Another Moving Poems production for a poem by Nic S., read by the author, from her book Forever Will End On Thursday (text here). I blogged about the making of the video at Via Negativa the other day.
This is the winning poem from New Zealand’s National Schools Poetry Award for young writers (Year 12 and 13 students). The animation is by a commercial design agency, Neogine Design. I’m not always crazy about kinetic text animations; this is a good example of how to do it right, I think. And while I might’ve preferred a soundtrack, silence isn’t a bad choice, either, considering the subject of the poem.
This is (I think) the title poem from the book by Sarah Gorham forthcoming from Four Way Books. Tucker Capps, the filmmaker, has a production company specializing in book trailers, and I was interested to see what he charges [PDF]. I’m guessing this one was in the $300-$700 range (“Text, stills, basic studio imagery, local B-roll, motion graphics, voiceover”), unless it qualifies as a full-scale animation, in which case it would’ve cost Four Way Books $2,000. In either case, good on them for going the extra mile to promote a book of poetry.
Swoon’s latest in his series of videos for poems by Howie Good is something a bit different: a short called “Not Again (Pripyat),” using footage of the abandoned city in the Chernobyl evacuation zone, with Howie’s text appropriated for a kind of surreal documentary. Let me quote the description on Vimeo for the credits and such:
The images in the film are footage from a film about Pripyat (credit to Golden Movies Productions,2009)
Images before the disaster at the nuclear plant, images of the evacuation of the town, images of the ghost town now. Hence the title of the film, Not Again.

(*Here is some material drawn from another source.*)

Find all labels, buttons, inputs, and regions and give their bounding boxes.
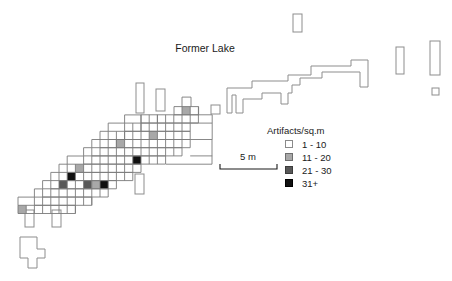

Although the poem by Howie is about other things and places, I wanted the images from Pripyat [to] add another dimension to the story, the poem, the atmosphere of the whole film.
Words: Howie Good
Voice: Nic S. for Whale Sound
Concept, videotreats, editing and music: Swoon
“An armed man lurks in ambush” is the title poem of a full-length collection forthcoming from Despertanto (who also published Howie’s third book, Everything Reminds Me of Me, back in March). The text of the poem may be read on a site Swoon has set up for the texts used in all his videopoems to date, as well as in the Whale Sound audio chapbook, Threatening Weather, in which it originally appeared.
A new Moving Poems production. This is from 1862, #413 in the R. W. Franklin edition, and while not one of Dickinson’s greatest poems, it does encapsulate, I think, one of her core beliefs, and is therefore a useful key to understanding her work as a whole. I couldn’t resist adding an ironic visual reference to one of her most famous poems.
A lot of kinetic type poetry animations don’t really say anything about the poem, I feel, so don’t make the cut here. This was an exception: somehow the colors, typography and design seemed just right. It’s by Tamisha Harris, “a designer, visual storyteller and a student at the London College of Communication [whose] creative practice revolves around graphic moving image.”
Another reading worth checking out is the one at Poets.org, in which Brooks discusses the background and reception of the poem in her introduction.